I, Dalio
                                                                                                      
    
Director: Mark Rappaport
Year:
2015
Rating: 7.0

I think most of us know Marcel Dalio from both Casablanca where he is the Croupier and To Have and Have Not where he plays Frenchie. But we have all come across him so many more times and likely didn't recognize him or took no notice. He was one of the great character actors of the 1930s and 40s - both in Hollywood and in his country of France. This is a 30-minute essay and tribute to him from Mark Rappaport who has cobbled together a great collection of clips of him from many films. Rappaport is a film essayist and I always love coming across another one from him. They dig past the veneer of Hollywood and the subject to something darker. In The Silver Screen: Color Me Lavender, he discusses homosexual imagery in film; in John Garfield how his leftist politics was used to destroy him; in Sergei he delves into the secret sexuality of Eisenstein; in Anna/Nana/Nana/Anna he explores why Anna Sten who was brought over to be the next Garbo disappeared off the screen; in My Dinner with Turhan Bey he admires the beauty of the man.

 

This 30-minute essay is narrated as if from Dalio talking about his career. In France he was often the Jew - he was Jewish in real life - and in many of his roles his Jewishness put him in negative roles - the blackmailer, the informer, the swindler, the money lender - and the film posits that though he might not have been identified as Jewish, everyone knew his character was. This was pre-the German invasion of France. Before that he was in two films that have become classics - Rules of the Game and The Grand Illusion. Barely ahead of the Nazis, he along with his wife (in the Marseille scene in Casablanca) escaped from France and made it to America. Not mentioned in this film, but the Germans put up his poster in France that was labeled "Typical Jew" so that people could report them. The rest of his family did not leave and they all died in the camps. In America, he was no longer The Jew - but now the Frenchman which during WW2 was in demand for many films. Back to France after the war where again he got the same sort of roles - except in the many American films shot in Paris. But the difference was that in most American films he barely made a dent - far down on the list of credits while he was very famous in France and his appearance in a film was a big deal.   I wish I could get Rappaport's film essay on Debra Paget and Anita Ekberg.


**WHAT TO PRODUCE**.
Return the records below exactly; pictures stay out.

Records excerpted from a collection

*** Begin section ***

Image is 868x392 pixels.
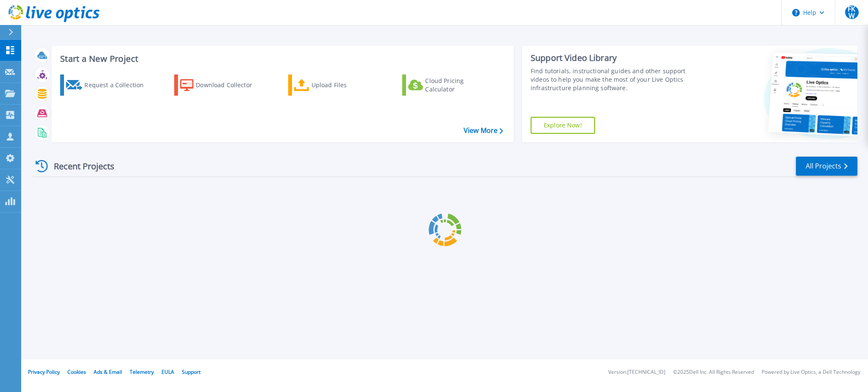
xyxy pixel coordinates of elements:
a: Explore Now! [530,117,595,134]
a: View More [464,127,503,135]
div: Cloud Pricing Calculator [425,77,493,94]
li: Powered by Live Optics, a Dell Technology [762,370,860,376]
div: Recent Projects [33,156,126,177]
a: All Projects [796,157,857,176]
div: Find tutorials, instructional guides and other support videos to help you make the most of your L... [530,67,702,92]
h3: Start a New Project [60,55,503,64]
a: Ads & Email [94,369,122,376]
div: Upload Files [311,77,379,94]
li: Version: [TECHNICAL_ID] [608,370,665,376]
a: Support [182,369,201,376]
a: Request a Collection [60,74,155,96]
a: Telemetry [130,369,154,376]
li: © 2025 Dell Inc. All Rights Reserved [673,370,754,376]
a: EULA [162,369,174,376]
a: Privacy Policy [28,369,60,376]
div: Download Collector [196,77,264,94]
a: Cookies [67,369,86,376]
div: Request a Collection [84,77,152,94]
div: Support Video Library [530,52,702,64]
a: Download Collector [174,74,269,96]
a: Upload Files [288,74,383,96]
span: FKW [845,6,859,19]
a: Cloud Pricing Calculator [402,74,496,96]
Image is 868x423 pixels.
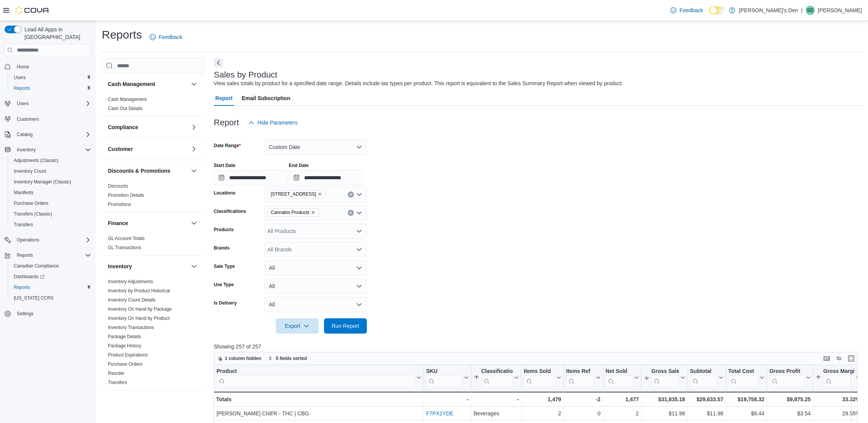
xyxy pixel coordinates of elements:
span: Hide Parameters [257,119,298,126]
button: Customer [108,145,188,153]
span: Cannabis Products [271,209,309,216]
button: Operations [2,235,94,245]
span: Inventory Transactions [108,324,154,331]
button: All [264,260,367,276]
span: Discounts [108,183,128,189]
span: Purchase Orders [14,200,49,206]
div: Shawn Dang [805,6,815,15]
span: Reports [11,84,91,93]
button: Product [216,368,421,387]
button: Gross Sales [644,368,685,387]
div: -2 [566,395,601,404]
button: Net Sold [605,368,639,387]
a: Feedback [667,3,706,18]
a: Package History [108,343,141,348]
button: Adjustments (Classic) [8,155,94,166]
button: Inventory [190,262,198,271]
span: Operations [14,235,91,245]
div: Beverages [474,409,519,418]
span: Dashboards [14,273,44,280]
button: Gross Profit [769,368,811,387]
span: Inventory On Hand by Package [108,306,172,312]
button: Open list of options [356,247,362,252]
span: Product Expirations [108,352,147,358]
button: Compliance [190,123,198,132]
div: SKU URL [426,368,463,387]
h3: Finance [108,219,128,227]
button: Compliance [108,123,188,131]
button: Open list of options [356,210,362,216]
a: GL Account Totals [108,236,144,241]
div: $19,758.32 [728,395,764,404]
span: Report [215,91,233,106]
a: Settings [14,309,36,318]
button: Items Ref [566,368,601,387]
button: Finance [108,219,188,227]
button: Customer [190,144,198,154]
button: Hide Parameters [245,115,301,130]
button: 1 column hidden [214,354,264,363]
span: Home [17,64,29,70]
div: 2 [605,409,639,418]
span: Inventory Count Details [108,297,156,303]
img: Cova [15,6,50,14]
h3: Inventory [108,262,132,270]
span: Inventory Manager (Classic) [14,179,71,185]
a: Reports [11,283,33,292]
button: Operations [14,235,43,245]
input: Press the down key to open a popover containing a calendar. [214,170,287,185]
h3: Customer [108,145,133,153]
span: Inventory Manager (Classic) [11,177,91,186]
div: Cash Management [102,95,205,116]
a: Reorder [108,370,125,376]
span: Inventory [14,145,91,154]
button: Home [2,61,94,72]
h3: Compliance [108,123,138,131]
div: Totals [216,395,421,404]
button: Next [214,58,223,67]
span: [US_STATE] CCRS [14,295,54,301]
span: Inventory [17,147,36,153]
button: Users [8,72,94,83]
a: Users [11,73,29,82]
div: Finance [102,234,205,255]
button: Open list of options [356,228,362,234]
span: Operations [17,237,39,243]
span: Cannabis Products [267,208,319,217]
span: Promotions [108,202,131,207]
a: Canadian Compliance [11,261,62,271]
span: Export [280,318,314,334]
span: 5 fields sorted [276,355,307,362]
a: Inventory Adjustments [108,279,153,285]
label: Start Date [214,162,236,168]
div: 0 [566,409,601,418]
button: Inventory [14,145,39,154]
span: Package Details [108,334,141,339]
a: Promotions [108,202,131,207]
span: Reports [14,85,30,91]
button: All [264,279,367,294]
div: Items Sold [523,368,555,375]
div: $11.98 [644,409,685,418]
a: Feedback [146,29,185,45]
a: Cash Management [108,96,146,102]
button: Remove 740A Fraser Ave from selection in this group [318,192,322,196]
div: Discounts & Promotions [102,182,205,212]
a: Inventory Count Details [108,297,156,303]
div: 1,477 [605,395,639,404]
button: Run Report [324,318,367,334]
label: Sale Type [214,263,235,269]
button: Clear input [347,192,354,197]
button: Users [2,98,94,109]
div: 1,479 [523,395,561,404]
label: End Date [289,162,309,168]
div: $9,875.25 [769,395,811,404]
span: Settings [14,308,91,318]
span: SD [807,6,814,15]
input: Press the down key to open a popover containing a calendar. [289,170,362,185]
button: All [264,297,367,312]
a: Product Expirations [108,352,147,358]
p: [PERSON_NAME]'s Den [739,6,798,15]
button: Manifests [8,187,94,198]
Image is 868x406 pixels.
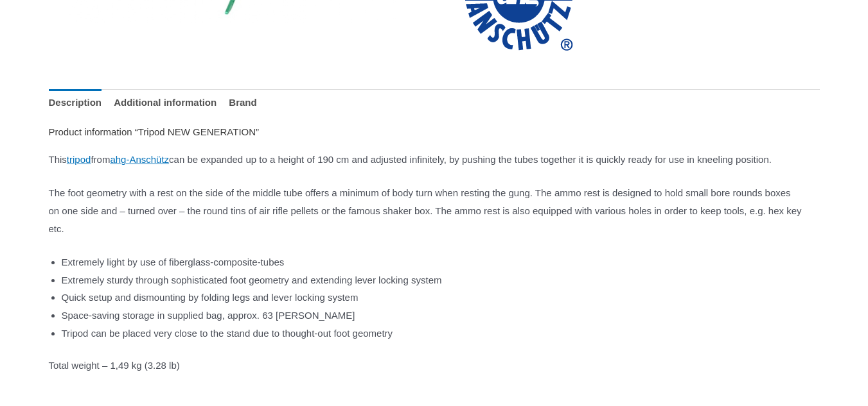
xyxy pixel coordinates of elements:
[61,253,819,271] li: Extremely light by use of fiberglass-composite-tubes
[61,307,819,325] li: Space-saving storage in supplied bag, approx. 63 [PERSON_NAME]
[61,289,819,307] li: Quick setup and dismounting by folding legs and lever locking system
[61,325,819,342] li: Tripod can be placed very close to the stand due to thought-out foot geometry
[61,271,819,289] li: Extremely sturdy through sophisticated foot geometry and extending lever locking system
[110,154,169,165] a: ahg-Anschütz
[49,356,819,375] p: Total weight – 1,49 kg (3.28 lb)
[229,89,256,117] a: Brand
[49,126,819,139] h6: Product information “Tripod NEW GENERATION”
[49,151,819,169] p: This from can be expanded up to a height of 190 cm and adjusted infinitely, by pushing the tubes ...
[114,89,216,117] a: Additional information
[67,154,92,165] a: tripod
[49,89,102,117] a: Description
[49,184,819,238] p: The foot geometry with a rest on the side of the middle tube offers a minimum of body turn when r...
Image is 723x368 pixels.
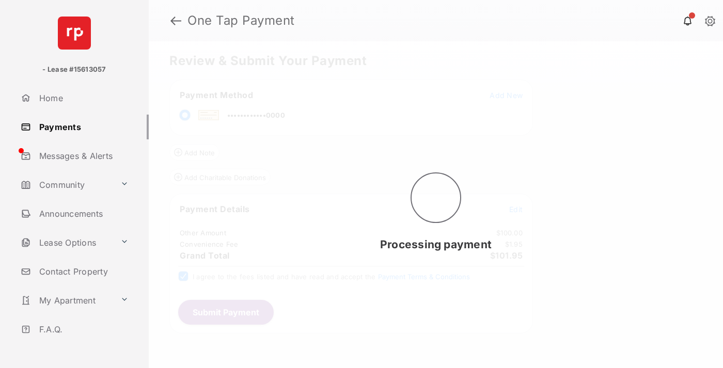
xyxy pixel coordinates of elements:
a: Home [17,86,149,111]
a: F.A.Q. [17,317,149,342]
a: Announcements [17,201,149,226]
img: svg+xml;base64,PHN2ZyB4bWxucz0iaHR0cDovL3d3dy53My5vcmcvMjAwMC9zdmciIHdpZHRoPSI2NCIgaGVpZ2h0PSI2NC... [58,17,91,50]
a: Lease Options [17,230,116,255]
a: Community [17,172,116,197]
p: - Lease #15613057 [42,65,106,75]
span: Processing payment [380,238,492,251]
a: My Apartment [17,288,116,313]
a: Payments [17,115,149,139]
strong: One Tap Payment [187,14,295,27]
a: Contact Property [17,259,149,284]
a: Messages & Alerts [17,144,149,168]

*** End section ***

**RESPONSE**.
Image is 868x392 pixels.
xyxy pixel coordinates of elements:
a: Explore Now! [530,117,595,134]
a: View More [464,127,503,135]
div: Cloud Pricing Calculator [425,77,493,94]
li: Powered by Live Optics, a Dell Technology [762,370,860,376]
div: Recent Projects [33,156,126,177]
a: All Projects [796,157,857,176]
div: Find tutorials, instructional guides and other support videos to help you make the most of your L... [530,67,702,92]
h3: Start a New Project [60,55,503,64]
a: Ads & Email [94,369,122,376]
div: Upload Files [311,77,379,94]
li: Version: [TECHNICAL_ID] [608,370,665,376]
a: Support [182,369,201,376]
a: Request a Collection [60,74,155,96]
a: Telemetry [130,369,154,376]
li: © 2025 Dell Inc. All Rights Reserved [673,370,754,376]
a: EULA [162,369,174,376]
a: Privacy Policy [28,369,60,376]
div: Download Collector [196,77,264,94]
a: Cookies [67,369,86,376]
div: Request a Collection [84,77,152,94]
div: Support Video Library [530,52,702,64]
a: Download Collector [174,74,269,96]
a: Upload Files [288,74,383,96]
span: FKW [845,6,859,19]
a: Cloud Pricing Calculator [402,74,496,96]
Image is 868x423 pixels.
xyxy pixel coordinates of elements:
span: Hide Parameters [257,119,298,126]
button: Customer [108,145,188,153]
span: Cannabis Products [271,209,309,216]
button: Operations [2,235,94,245]
span: Inventory Transactions [108,324,154,331]
button: All [264,260,367,276]
span: Discounts [108,183,128,189]
span: Purchase Orders [14,200,49,206]
div: Shawn Dang [805,6,815,15]
span: Reports [11,84,91,93]
button: Product [216,368,421,387]
button: Gross Sales [644,368,685,387]
div: -2 [566,395,601,404]
button: Net Sold [605,368,639,387]
a: Feedback [667,3,706,18]
a: Package History [108,343,141,348]
button: Adjustments (Classic) [8,155,94,166]
button: Inventory [190,262,198,271]
span: Operations [14,235,91,245]
div: Beverages [474,409,519,418]
span: Dashboards [14,273,44,280]
button: Gross Profit [769,368,811,387]
span: Inventory On Hand by Package [108,306,172,312]
button: Open list of options [356,247,362,252]
span: Product Expirations [108,352,147,358]
button: Compliance [190,123,198,132]
div: SKU URL [426,368,463,387]
h3: Finance [108,219,128,227]
button: Compliance [108,123,188,131]
button: Open list of options [356,210,362,216]
a: GL Account Totals [108,236,144,241]
div: $19,758.32 [728,395,764,404]
span: Report [215,91,233,106]
a: Settings [14,309,36,318]
button: Items Ref [566,368,601,387]
button: Finance [108,219,188,227]
button: Customer [190,144,198,154]
button: Hide Parameters [245,115,301,130]
button: 1 column hidden [214,354,264,363]
span: Home [17,64,29,70]
div: 2 [605,409,639,418]
span: Inventory Count Details [108,297,156,303]
img: Cova [15,6,50,14]
h3: Inventory [108,262,132,270]
span: Inventory Manager (Classic) [14,179,71,185]
a: Reports [11,283,33,292]
button: Operations [14,235,43,245]
input: Press the down key to open a popover containing a calendar. [214,170,287,185]
h3: Customer [108,145,133,153]
span: Inventory Manager (Classic) [11,177,91,186]
div: Cash Management [102,95,205,116]
a: Reorder [108,370,125,376]
span: Inventory [14,145,91,154]
button: Home [2,61,94,72]
h3: Compliance [108,123,138,131]
div: Totals [216,395,421,404]
button: Next [214,58,223,67]
span: [US_STATE] CCRS [14,295,54,301]
span: Inventory [17,147,36,153]
button: Users [8,72,94,83]
a: Users [11,73,29,82]
div: Finance [102,234,205,255]
button: Open list of options [356,228,362,234]
span: Operations [17,237,39,243]
span: Cannabis Products [267,208,319,217]
span: Promotions [108,202,131,207]
a: Canadian Compliance [11,261,62,271]
span: Export [280,318,314,334]
span: 5 fields sorted [276,355,307,362]
a: Inventory Adjustments [108,279,153,285]
label: Start Date [214,162,236,168]
div: 0 [566,409,601,418]
button: Inventory [14,145,39,154]
span: Package Details [108,334,141,339]
a: Promotions [108,202,131,207]
span: Reports [14,85,30,91]
button: All [264,279,367,294]
div: Items Sold [523,368,555,375]
div: $11.98 [644,409,685,418]
a: Feedback [146,29,185,45]
a: Cash Management [108,96,146,102]
button: Remove 740A Fraser Ave from selection in this group [318,192,322,196]
div: Discounts & Promotions [102,182,205,212]
a: Inventory Count Details [108,297,156,303]
div: 1,477 [605,395,639,404]
button: Run Report [324,318,367,334]
label: Sale Type [214,263,235,269]
button: Clear input [347,192,354,197]
button: Users [2,98,94,109]
div: 1,479 [523,395,561,404]
label: End Date [289,162,309,168]
div: $9,875.25 [769,395,811,404]
span: Settings [14,308,91,318]
span: SD [807,6,814,15]
input: Press the down key to open a popover containing a calendar. [289,170,362,185]
button: All [264,297,367,312]
a: Product Expirations [108,352,147,358]
p: [PERSON_NAME]'s Den [739,6,798,15]
button: Manifests [8,187,94,198]
Image is 868x406 pixels.
xyxy pixel coordinates of elements:
[61,253,819,271] li: Extremely light by use of fiberglass-composite-tubes
[61,307,819,325] li: Space-saving storage in supplied bag, approx. 63 [PERSON_NAME]
[61,289,819,307] li: Quick setup and dismounting by folding legs and lever locking system
[61,325,819,342] li: Tripod can be placed very close to the stand due to thought-out foot geometry
[61,271,819,289] li: Extremely sturdy through sophisticated foot geometry and extending lever locking system
[110,154,169,165] a: ahg-Anschütz
[49,356,819,375] p: Total weight – 1,49 kg (3.28 lb)
[229,89,256,117] a: Brand
[49,126,819,139] h6: Product information “Tripod NEW GENERATION”
[49,151,819,169] p: This from can be expanded up to a height of 190 cm and adjusted infinitely, by pushing the tubes ...
[114,89,216,117] a: Additional information
[67,154,92,165] a: tripod
[49,89,102,117] a: Description
[49,184,819,238] p: The foot geometry with a rest on the side of the middle tube offers a minimum of body turn when r...
Image is 723x368 pixels.
xyxy pixel coordinates of elements:
a: Home [17,86,149,111]
a: F.A.Q. [17,317,149,342]
a: Announcements [17,201,149,226]
img: svg+xml;base64,PHN2ZyB4bWxucz0iaHR0cDovL3d3dy53My5vcmcvMjAwMC9zdmciIHdpZHRoPSI2NCIgaGVpZ2h0PSI2NC... [58,17,91,50]
a: Lease Options [17,230,116,255]
a: Community [17,172,116,197]
p: - Lease #15613057 [42,65,106,75]
span: Processing payment [380,238,492,251]
a: My Apartment [17,288,116,313]
a: Payments [17,115,149,139]
strong: One Tap Payment [187,14,295,27]
a: Contact Property [17,259,149,284]
a: Messages & Alerts [17,144,149,168]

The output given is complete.